Showing posts with label sapir-whorf. Show all posts
Showing posts with label sapir-whorf. Show all posts

Tuesday, 24 May 2011

Geometry skills are innate, Amazon tribe study suggests

Geometry skills are innate, Amazon tribe study suggests

The BBC Reports on the study Flexible intuitions of Euclidean geometry in an Amazonian indigene group

The study investigates perceptions of geometry amongst Mundurucu speakers. The Mundurucu Language is notable in that its vocabulary of numbers stops at 5, and that words for higher numbers are approximate.

The article notes that, the Mundurucu participants outperformed their US & French counterparts in the study, when dealing with lines on the surface of a sphere. This is attributed to the prejudices of those educated in Euclidean Geometry.

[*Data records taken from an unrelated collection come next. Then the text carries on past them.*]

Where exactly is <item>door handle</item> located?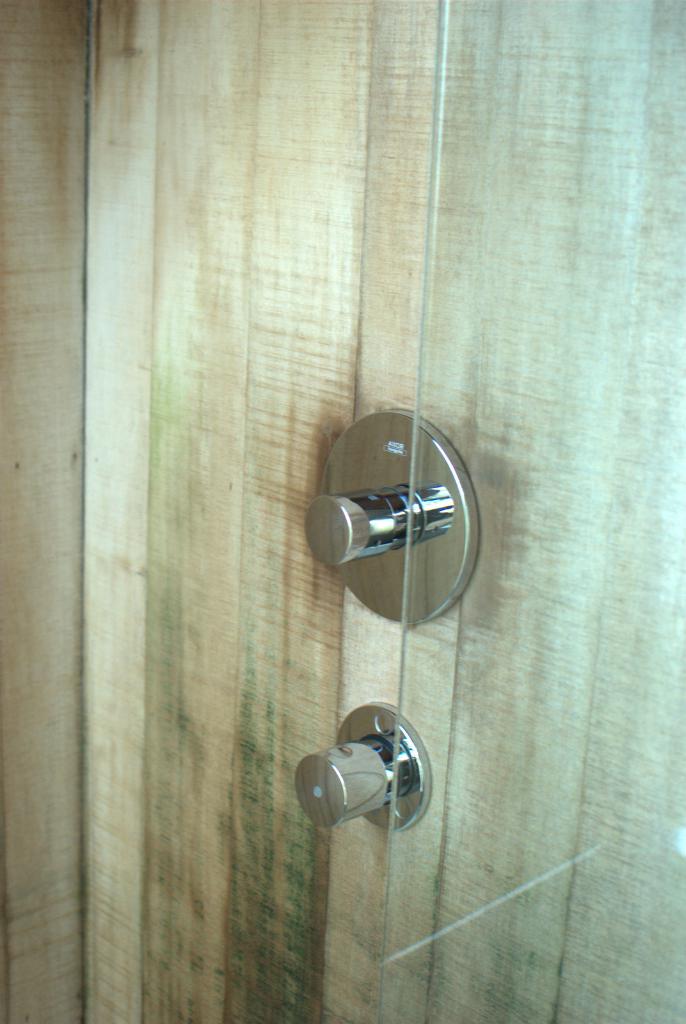
Its bounding box is 284:698:440:842.
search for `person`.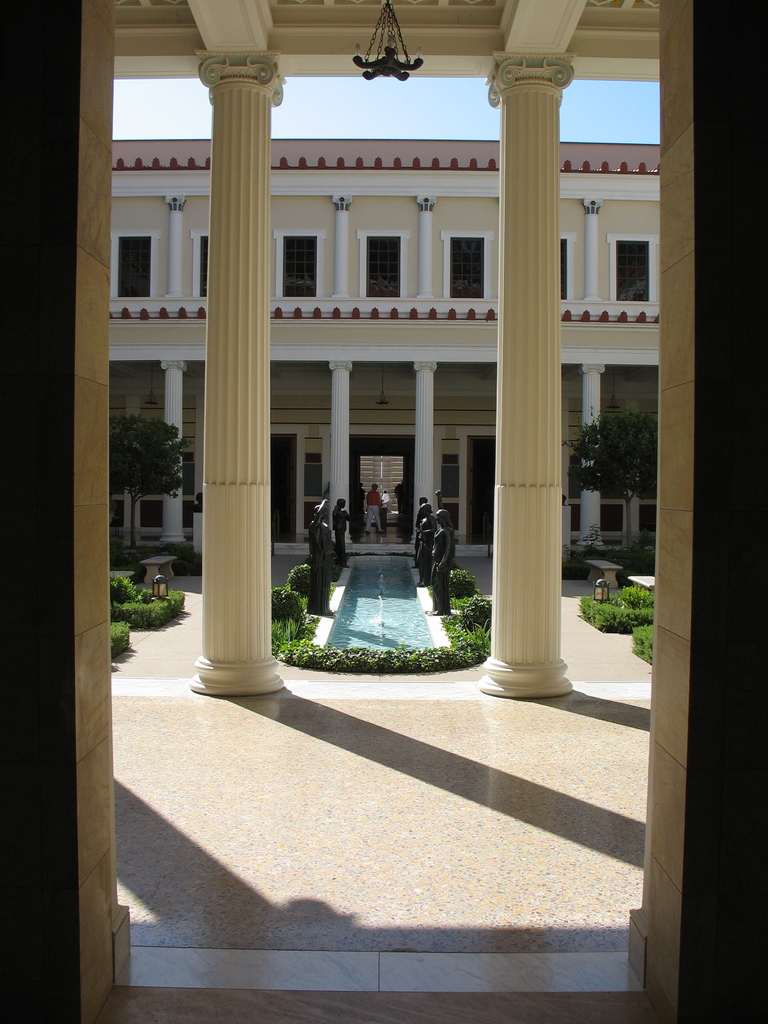
Found at [329,495,346,570].
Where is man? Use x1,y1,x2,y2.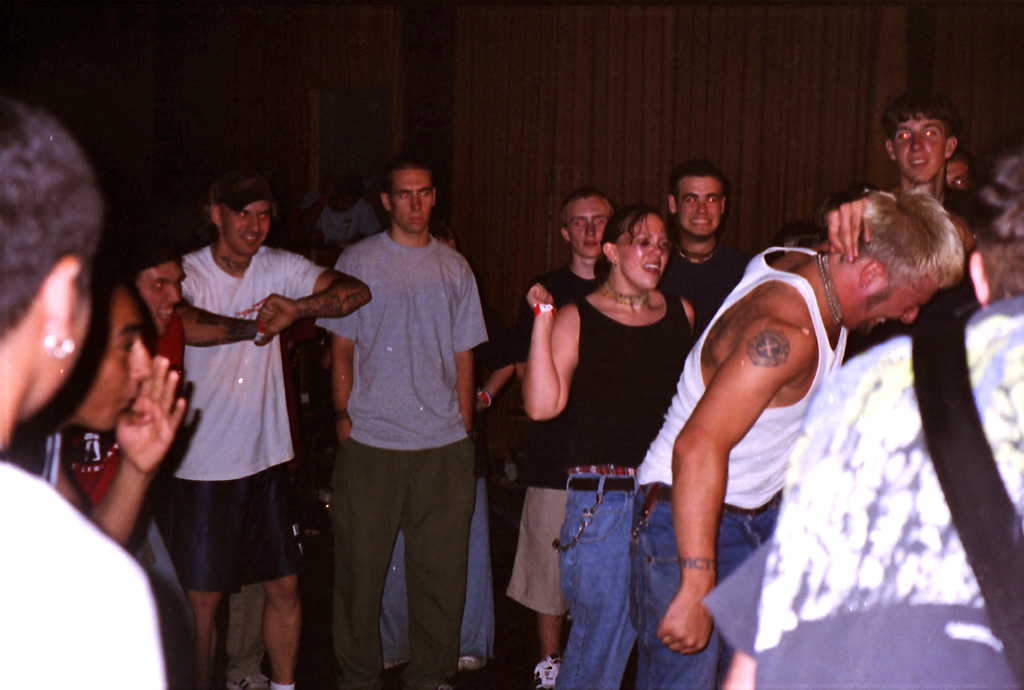
311,156,491,689.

This appears to be a follow-up of a study published in 2006, Core Knowledge of Geometry in an Amazonian Indigene Group by most of the same team.
which was reported on by National Geographic in 2006 (Amazon Children "Spontaneously" Understand Geometry)

Saturday, 28 August 2010

Neo-Whorfians in the NY Times

Does your language shape the way you think?

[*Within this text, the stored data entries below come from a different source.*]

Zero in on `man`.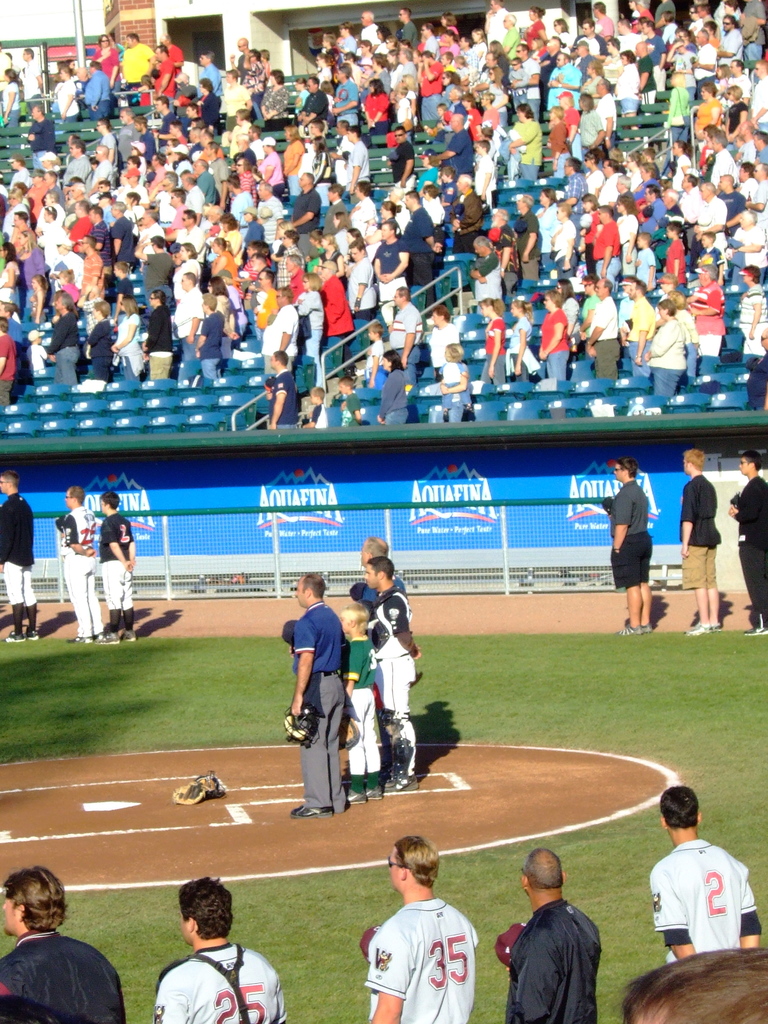
Zeroed in: box=[695, 28, 716, 95].
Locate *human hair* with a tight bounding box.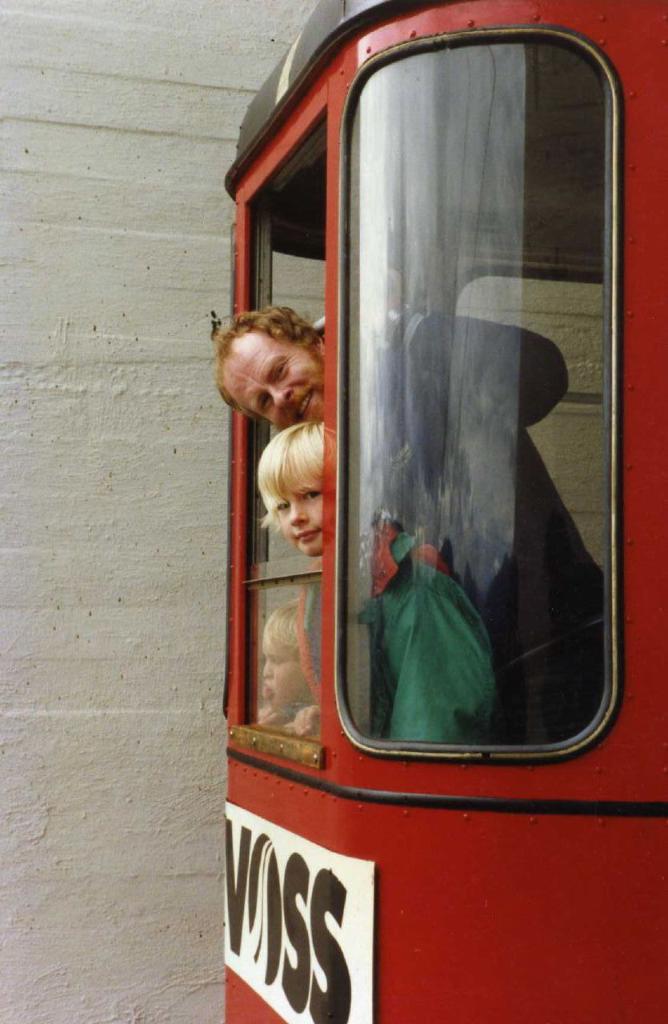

An article by Guy Deutscher, adapted from his book "Through the Language Glass: Why the World Looks Different in Other Languages", describes the difference between the old whorfian concept that a language constrains the way you think, with the idea that the information that a speaker is obliged to convey in a language necessarily has an effect. He draws a parallel with the intuition and habit born of other social influences.

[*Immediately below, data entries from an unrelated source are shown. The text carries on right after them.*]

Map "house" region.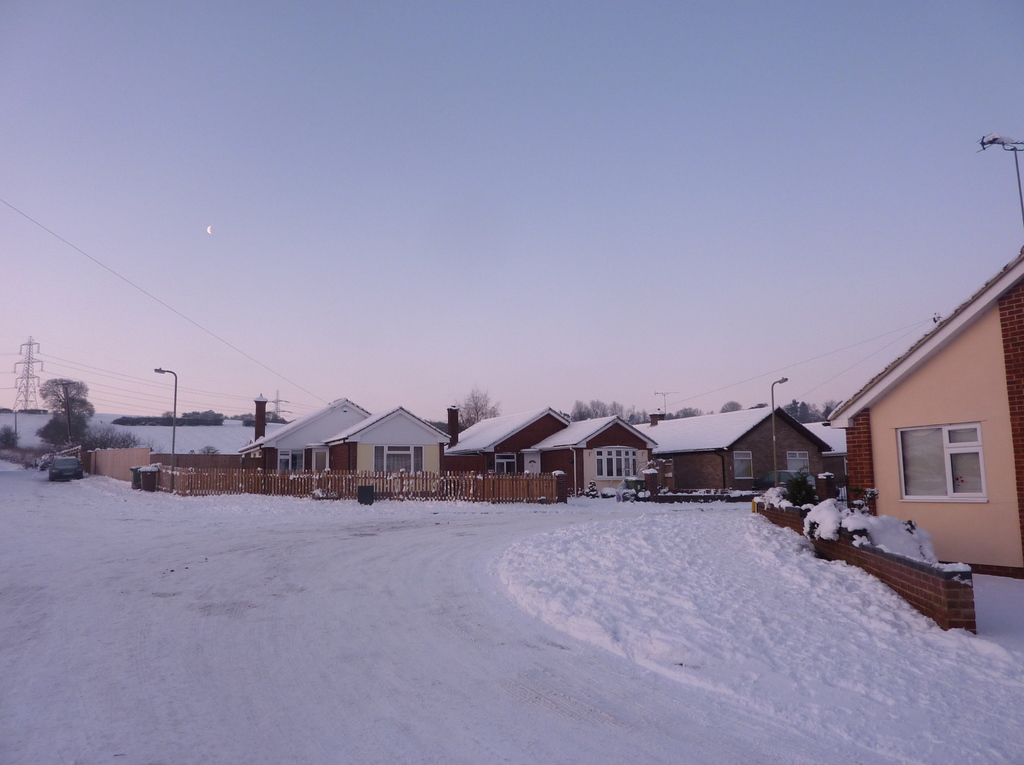
Mapped to {"left": 445, "top": 401, "right": 573, "bottom": 503}.
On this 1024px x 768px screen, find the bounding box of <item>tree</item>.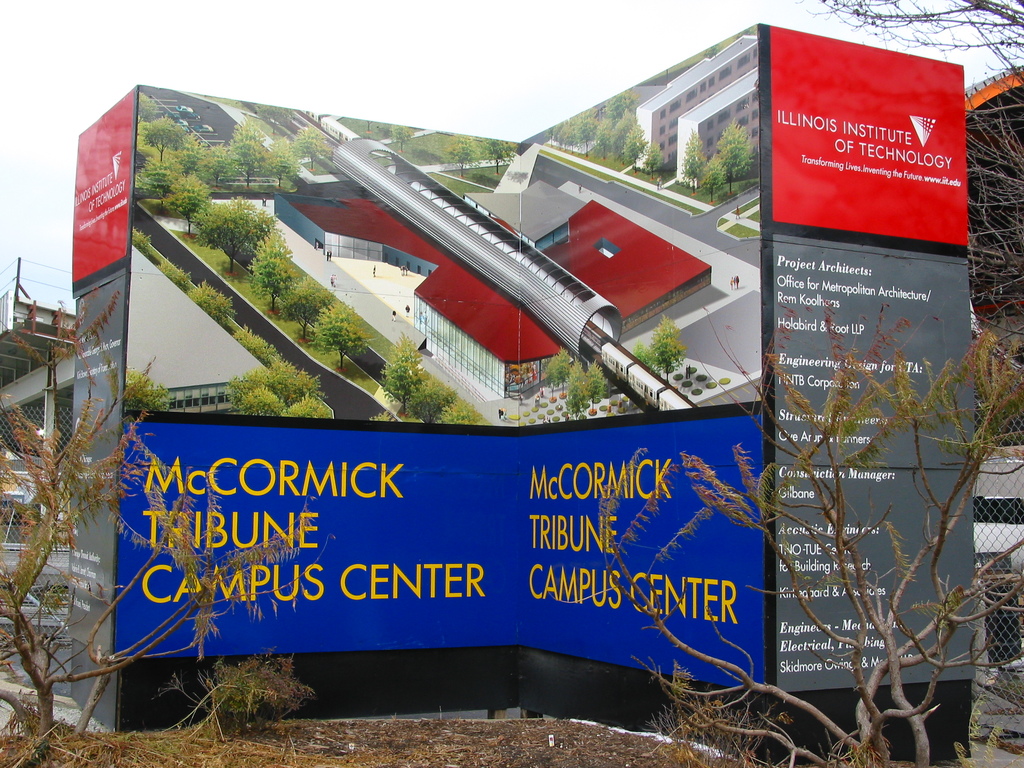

The article mentions the inconsistency of grammatical gender across different languages, highlights Roman Jakobsen's maxim that "Languages differ essentially in what they must convey and not in what they may convey."

Includes examples of evidentiality in Matses, and of exclusively non-egocentric geographic coordinates in Guugu Yimithirr and other languages, along with the difficulty that egocentrically oriented people can have in dealing with such a system.